Hackers often target the information systems that underlie critical systems in domains ranging from finance to healthcare. The estimated cost of defending against and responding to hacking incidents currently runs at hundreds of billions of dollars annually. To reduce these costs, many organizations have aimed to develop timely, relevant, actionable, and shareable Cyber Threat Intelligence (CTI) about security and privacy threats to support cybersecurity decision-making. However, existing methods tend to react to known threats rather than proactively detecting emerging ones. One promising approach to proactive exploit detection is mining large, international, and rapidly evolving online hacker community platforms to detect emerging threats and key actors. To this end, this project aims to develop advanced, proactive CTI capabilities through (1) collecting large, dynamic datasets of hacker forum posts and (2) developing methods to analyze them to extract emerging threats, particularly malware, through a novel graph-based method for modeling text content.
To achieve these goals, this project aims to develop a novel CTI framework designed to collect and identify emerging threats from multi-million record hacker forums. To address the problem of collecting large-scale and dynamic datasets, the team will develop advanced obfuscated crawling mechanisms that bypass automated collection countermeasures while requiring minimal human involvement. The data collected will be segmented into time spells and analyzed by a novel computational algorithm, the Diachronic Graph Convolutional Autoencoder (D-GCAE). D-GCAE is rooted in methods drawn from the diachronic linguistics, network science, text mining, and deep learning communities. In this project, D-GCAE will extract graph embeddings at each time spell, align embeddings, and analyze semantic shifts of hacker terminology to identify potential emerging threats. These tools will be evaluated against both state-of-the-art benchmarks proposed in computer science and related domains and through analysis of their outputs by leading CTI sharing organizations. The datasets and tools will also be disseminated for use by cybersecurity researchers, practitioners, and educators.
This award reflects NSF's statutory mission and has been deemed worthy of support through evaluation using the Foundation's intellectual merit and broader impacts review criteria.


→ **What you have to do**: Begin with the line containing "Get the region" and copy each line exactly through the last line of the entries, inclusive.

→ **Recorded information**:
_ _ _ _ _

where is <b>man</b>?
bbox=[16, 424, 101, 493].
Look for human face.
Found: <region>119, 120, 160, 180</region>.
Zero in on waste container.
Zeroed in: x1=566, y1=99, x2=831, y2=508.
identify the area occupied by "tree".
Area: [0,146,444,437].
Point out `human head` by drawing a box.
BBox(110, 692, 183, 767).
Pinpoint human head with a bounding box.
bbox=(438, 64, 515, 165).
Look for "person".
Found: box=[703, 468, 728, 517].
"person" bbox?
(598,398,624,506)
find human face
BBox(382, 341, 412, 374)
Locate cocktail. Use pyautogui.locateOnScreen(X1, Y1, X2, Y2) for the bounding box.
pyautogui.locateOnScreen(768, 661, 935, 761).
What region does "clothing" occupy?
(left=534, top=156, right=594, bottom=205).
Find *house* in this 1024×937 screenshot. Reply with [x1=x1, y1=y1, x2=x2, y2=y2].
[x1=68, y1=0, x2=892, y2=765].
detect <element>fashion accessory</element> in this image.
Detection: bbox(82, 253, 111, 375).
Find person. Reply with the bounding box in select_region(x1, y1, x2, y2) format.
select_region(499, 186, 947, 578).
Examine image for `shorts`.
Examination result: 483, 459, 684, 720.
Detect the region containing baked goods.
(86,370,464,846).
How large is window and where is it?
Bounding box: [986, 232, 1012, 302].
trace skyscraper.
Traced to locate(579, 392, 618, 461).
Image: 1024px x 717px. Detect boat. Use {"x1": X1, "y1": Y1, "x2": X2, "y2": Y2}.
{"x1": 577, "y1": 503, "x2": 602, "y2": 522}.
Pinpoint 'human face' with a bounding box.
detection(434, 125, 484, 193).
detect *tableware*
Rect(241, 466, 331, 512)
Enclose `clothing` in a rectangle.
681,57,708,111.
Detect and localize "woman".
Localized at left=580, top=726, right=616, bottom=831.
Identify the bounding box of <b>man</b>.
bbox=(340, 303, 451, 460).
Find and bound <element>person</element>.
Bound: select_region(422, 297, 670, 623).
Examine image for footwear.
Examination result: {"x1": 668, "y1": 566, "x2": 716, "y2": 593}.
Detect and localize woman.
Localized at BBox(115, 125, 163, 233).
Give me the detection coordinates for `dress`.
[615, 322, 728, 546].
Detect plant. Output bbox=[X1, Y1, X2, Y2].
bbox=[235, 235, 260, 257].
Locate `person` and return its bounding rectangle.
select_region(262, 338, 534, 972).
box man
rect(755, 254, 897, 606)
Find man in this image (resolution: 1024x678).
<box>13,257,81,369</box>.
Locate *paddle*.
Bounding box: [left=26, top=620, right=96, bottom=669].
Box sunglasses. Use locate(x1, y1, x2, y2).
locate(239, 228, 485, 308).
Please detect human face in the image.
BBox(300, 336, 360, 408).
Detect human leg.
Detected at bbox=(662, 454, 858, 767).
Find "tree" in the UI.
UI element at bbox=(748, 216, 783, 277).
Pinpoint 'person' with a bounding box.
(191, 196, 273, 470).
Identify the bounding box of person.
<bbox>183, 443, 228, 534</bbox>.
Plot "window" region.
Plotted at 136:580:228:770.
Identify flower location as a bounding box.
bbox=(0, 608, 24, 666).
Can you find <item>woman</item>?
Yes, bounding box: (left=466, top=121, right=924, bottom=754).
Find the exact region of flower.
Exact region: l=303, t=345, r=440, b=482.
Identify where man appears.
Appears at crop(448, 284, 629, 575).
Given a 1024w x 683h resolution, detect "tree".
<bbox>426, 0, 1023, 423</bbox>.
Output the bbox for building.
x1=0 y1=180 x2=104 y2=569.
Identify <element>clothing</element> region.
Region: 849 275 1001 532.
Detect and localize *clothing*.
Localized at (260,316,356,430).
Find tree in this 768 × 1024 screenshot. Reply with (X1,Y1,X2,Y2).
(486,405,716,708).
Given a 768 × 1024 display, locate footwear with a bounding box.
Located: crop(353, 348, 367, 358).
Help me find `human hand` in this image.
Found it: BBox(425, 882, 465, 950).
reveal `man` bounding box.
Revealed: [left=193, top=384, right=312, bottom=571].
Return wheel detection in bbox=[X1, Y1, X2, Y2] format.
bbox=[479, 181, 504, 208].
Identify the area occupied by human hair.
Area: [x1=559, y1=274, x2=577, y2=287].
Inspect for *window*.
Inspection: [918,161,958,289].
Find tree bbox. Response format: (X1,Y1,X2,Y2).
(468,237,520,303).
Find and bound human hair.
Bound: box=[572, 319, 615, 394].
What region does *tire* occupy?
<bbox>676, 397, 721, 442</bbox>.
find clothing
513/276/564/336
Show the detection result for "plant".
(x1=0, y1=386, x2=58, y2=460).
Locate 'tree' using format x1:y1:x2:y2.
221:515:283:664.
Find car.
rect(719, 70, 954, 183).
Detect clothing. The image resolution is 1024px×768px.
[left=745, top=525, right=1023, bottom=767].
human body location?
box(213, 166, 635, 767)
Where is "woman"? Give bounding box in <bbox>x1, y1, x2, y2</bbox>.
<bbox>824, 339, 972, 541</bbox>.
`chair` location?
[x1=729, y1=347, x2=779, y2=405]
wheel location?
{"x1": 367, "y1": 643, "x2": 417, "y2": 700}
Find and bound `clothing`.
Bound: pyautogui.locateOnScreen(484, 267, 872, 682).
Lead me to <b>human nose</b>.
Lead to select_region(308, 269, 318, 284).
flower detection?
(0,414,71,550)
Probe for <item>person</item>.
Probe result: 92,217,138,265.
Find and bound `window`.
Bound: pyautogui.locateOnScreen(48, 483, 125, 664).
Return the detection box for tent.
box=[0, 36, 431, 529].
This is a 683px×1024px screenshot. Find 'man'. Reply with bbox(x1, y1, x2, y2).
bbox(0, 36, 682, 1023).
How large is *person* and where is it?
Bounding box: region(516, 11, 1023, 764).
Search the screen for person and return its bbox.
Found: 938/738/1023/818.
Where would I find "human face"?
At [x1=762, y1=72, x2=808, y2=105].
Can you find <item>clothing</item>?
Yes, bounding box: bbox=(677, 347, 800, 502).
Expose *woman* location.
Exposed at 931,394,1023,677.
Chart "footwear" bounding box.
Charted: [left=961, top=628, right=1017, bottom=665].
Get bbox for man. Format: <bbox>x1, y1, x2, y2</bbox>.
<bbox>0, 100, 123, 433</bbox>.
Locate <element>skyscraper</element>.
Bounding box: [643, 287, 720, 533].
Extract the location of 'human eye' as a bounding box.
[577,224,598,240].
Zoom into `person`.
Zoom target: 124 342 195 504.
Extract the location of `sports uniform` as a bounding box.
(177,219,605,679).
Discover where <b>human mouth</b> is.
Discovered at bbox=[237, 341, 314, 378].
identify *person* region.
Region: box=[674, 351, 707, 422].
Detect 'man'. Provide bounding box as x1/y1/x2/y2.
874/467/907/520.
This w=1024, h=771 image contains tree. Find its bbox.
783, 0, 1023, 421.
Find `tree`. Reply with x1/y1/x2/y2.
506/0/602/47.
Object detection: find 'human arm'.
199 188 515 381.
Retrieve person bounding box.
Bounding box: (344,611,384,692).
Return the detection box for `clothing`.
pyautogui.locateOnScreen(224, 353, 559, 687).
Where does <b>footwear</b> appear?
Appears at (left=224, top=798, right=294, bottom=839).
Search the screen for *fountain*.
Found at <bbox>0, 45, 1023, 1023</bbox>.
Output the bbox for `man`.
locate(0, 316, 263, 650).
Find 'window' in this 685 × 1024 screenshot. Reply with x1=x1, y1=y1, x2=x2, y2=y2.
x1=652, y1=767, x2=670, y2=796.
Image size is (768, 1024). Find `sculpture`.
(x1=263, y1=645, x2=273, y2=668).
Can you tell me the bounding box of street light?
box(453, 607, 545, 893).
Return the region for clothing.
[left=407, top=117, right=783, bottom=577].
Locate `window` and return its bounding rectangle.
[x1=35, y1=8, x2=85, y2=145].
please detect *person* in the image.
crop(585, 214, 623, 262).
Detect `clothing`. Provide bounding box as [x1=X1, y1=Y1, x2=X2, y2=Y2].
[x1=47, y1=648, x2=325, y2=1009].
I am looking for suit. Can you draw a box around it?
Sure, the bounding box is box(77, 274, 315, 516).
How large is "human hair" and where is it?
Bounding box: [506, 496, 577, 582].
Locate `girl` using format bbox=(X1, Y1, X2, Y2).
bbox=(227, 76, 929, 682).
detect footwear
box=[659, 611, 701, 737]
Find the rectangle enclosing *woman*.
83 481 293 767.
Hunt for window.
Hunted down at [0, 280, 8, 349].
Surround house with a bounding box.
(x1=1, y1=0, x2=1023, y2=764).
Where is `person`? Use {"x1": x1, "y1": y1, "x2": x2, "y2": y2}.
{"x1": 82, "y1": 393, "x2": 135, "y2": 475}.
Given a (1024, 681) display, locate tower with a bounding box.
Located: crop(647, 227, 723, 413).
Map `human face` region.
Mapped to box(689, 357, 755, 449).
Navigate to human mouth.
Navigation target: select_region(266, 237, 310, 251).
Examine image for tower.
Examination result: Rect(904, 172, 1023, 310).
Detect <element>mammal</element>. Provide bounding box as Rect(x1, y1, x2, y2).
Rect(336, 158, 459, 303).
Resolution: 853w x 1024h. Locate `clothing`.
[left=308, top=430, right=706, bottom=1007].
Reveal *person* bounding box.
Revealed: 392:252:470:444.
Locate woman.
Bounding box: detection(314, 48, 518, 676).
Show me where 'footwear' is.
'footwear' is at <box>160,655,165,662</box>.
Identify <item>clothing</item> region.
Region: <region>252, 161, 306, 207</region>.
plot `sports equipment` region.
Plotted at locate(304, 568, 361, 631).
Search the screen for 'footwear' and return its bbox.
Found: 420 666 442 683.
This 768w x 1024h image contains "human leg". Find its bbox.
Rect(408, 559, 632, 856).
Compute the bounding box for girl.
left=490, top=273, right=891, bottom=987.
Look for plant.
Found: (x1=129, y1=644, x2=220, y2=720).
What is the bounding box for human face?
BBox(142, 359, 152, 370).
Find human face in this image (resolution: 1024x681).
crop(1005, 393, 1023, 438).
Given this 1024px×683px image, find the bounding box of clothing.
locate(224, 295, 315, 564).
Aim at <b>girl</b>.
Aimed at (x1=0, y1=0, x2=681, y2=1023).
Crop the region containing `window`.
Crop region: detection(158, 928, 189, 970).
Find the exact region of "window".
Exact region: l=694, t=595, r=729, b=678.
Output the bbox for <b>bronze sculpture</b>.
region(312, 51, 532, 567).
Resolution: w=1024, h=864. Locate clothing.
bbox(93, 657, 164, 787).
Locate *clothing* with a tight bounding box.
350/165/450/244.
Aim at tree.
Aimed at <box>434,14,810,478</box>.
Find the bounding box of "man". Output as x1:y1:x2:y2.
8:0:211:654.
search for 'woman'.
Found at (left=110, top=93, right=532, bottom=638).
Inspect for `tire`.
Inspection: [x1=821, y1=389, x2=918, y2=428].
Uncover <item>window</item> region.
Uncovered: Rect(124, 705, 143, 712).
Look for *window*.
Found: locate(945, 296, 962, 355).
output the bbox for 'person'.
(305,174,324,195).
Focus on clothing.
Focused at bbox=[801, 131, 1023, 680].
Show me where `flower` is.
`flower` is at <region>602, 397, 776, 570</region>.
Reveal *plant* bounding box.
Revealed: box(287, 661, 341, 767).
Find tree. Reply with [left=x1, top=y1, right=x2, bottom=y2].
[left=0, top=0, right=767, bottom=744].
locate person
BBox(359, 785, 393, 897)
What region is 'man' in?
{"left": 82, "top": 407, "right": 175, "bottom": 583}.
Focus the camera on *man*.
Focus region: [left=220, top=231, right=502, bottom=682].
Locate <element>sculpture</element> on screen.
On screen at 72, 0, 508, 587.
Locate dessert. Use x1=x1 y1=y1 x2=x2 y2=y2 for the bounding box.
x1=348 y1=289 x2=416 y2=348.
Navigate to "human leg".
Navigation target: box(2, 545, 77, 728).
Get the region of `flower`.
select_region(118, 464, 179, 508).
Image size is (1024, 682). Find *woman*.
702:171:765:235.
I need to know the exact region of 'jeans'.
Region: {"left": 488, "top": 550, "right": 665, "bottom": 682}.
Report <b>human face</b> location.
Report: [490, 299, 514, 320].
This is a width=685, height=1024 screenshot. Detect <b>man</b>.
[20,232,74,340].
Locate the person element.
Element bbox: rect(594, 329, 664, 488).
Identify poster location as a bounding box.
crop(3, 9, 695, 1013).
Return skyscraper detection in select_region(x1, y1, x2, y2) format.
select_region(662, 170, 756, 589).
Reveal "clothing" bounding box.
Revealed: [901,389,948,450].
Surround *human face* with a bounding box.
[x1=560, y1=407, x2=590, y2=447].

_ _ _ _ _

→ **Worked solution**:
Get the region of `flower`.
select_region(118, 464, 179, 508).
Image size is (1024, 682). Find *woman*.
702:171:765:235.
I need to know the exact region of 'jeans'.
Region: {"left": 488, "top": 550, "right": 665, "bottom": 682}.
Report <b>human face</b> location.
Report: [490, 299, 514, 320].
This is a width=685, height=1024 screenshot. Detect <b>man</b>.
[20,232,74,340].
Locate the person element.
Element bbox: rect(594, 329, 664, 488).
Identify poster location as a bounding box.
crop(3, 9, 695, 1013).
Return skyscraper detection in select_region(x1, y1, x2, y2) format.
select_region(662, 170, 756, 589).
Reveal "clothing" bounding box.
Revealed: [901,389,948,450].
Surround *human face* with a bounding box.
[x1=560, y1=407, x2=590, y2=447].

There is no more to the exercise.